A tale of social decline peppered with raw intimacy scenes, Alain Guiraudie’s Rester Vertical (Staying Vertical) has all the ingredients to become a strong prize contender at this year’s Cannes Film Festival.

Not unlike the Palme d’Or-winning Blue Is the Warmest Colour, which featured lingering close-up intimacy scenes between two young women, it is likely to shock, or perhaps outrage.

It features lots of coupling and a closeup of a live birth.

“Sex is more important than sexuality. It’s a world of pleasure but sex can also be a world of suffering,” Guiraudie said on Thursday, hours before his fifth feature film was to be screened.

He won the Best Director award at Cannes’ Un Certain Regard sub-section in 2013 with the thriller L’Inconnu du Lac (Stranger by the Lake). It was the same year Abdellatif Kechiche won the main competition with Blue The Warmest Colour.

“I wanted to look into women, the ‘Dark Continent’ as Freud says,” Guiraudie told a news conference. “Of course women are the matrix which create life”.

In the film, 30-year-old Leo is a dilettante screenwriter looking for wolves in the Lozere region of France andstarts a relationship with Marie, a young shepherdess.
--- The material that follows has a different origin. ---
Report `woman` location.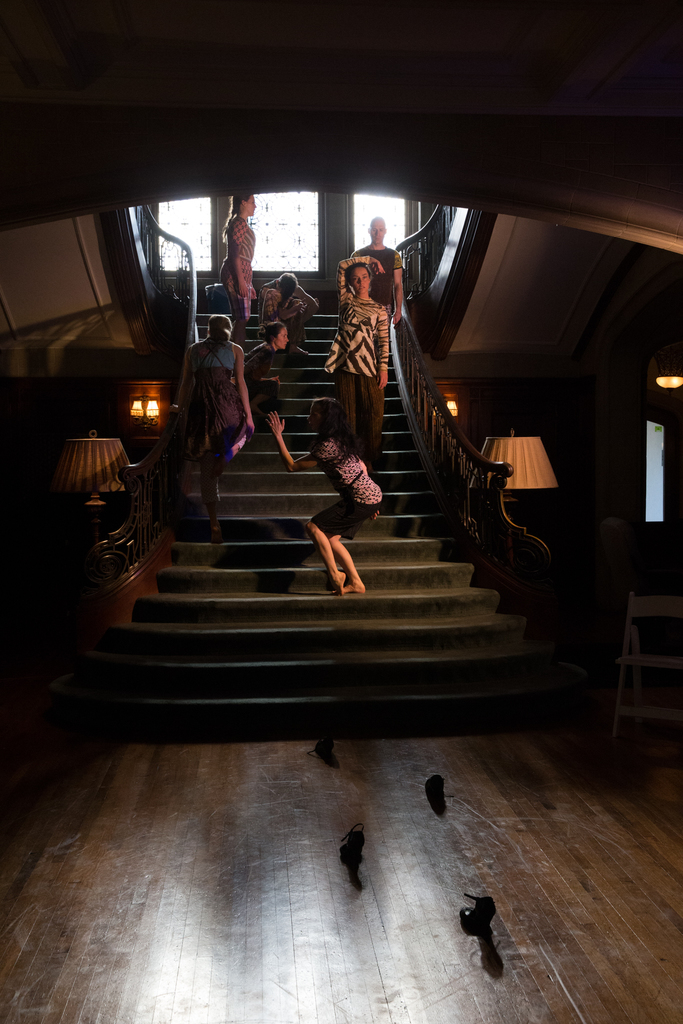
Report: 222:196:261:336.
They have a baby together, then split, the young boy being left with his father.

Guiraudie navigates between the brutality of real life and the smoothness of dreams as Leo succumbs to degradation.

“I wanted the film to be between reality and legend,” he explained. “I didn’t make this film in a very set way. I didn’t want to make a narrative film. I like to play with what is plausible and implausible.

“Sometimes sex is scary. It’s the origin of the world and maybe the end of the world too,” said Guiraudie, who seeks to give a light touch to the story with well-placed gags.

Leo eventually ends up living in the sheepfold of Marie’s father, in a region where several French hippies moved in the late 1960s.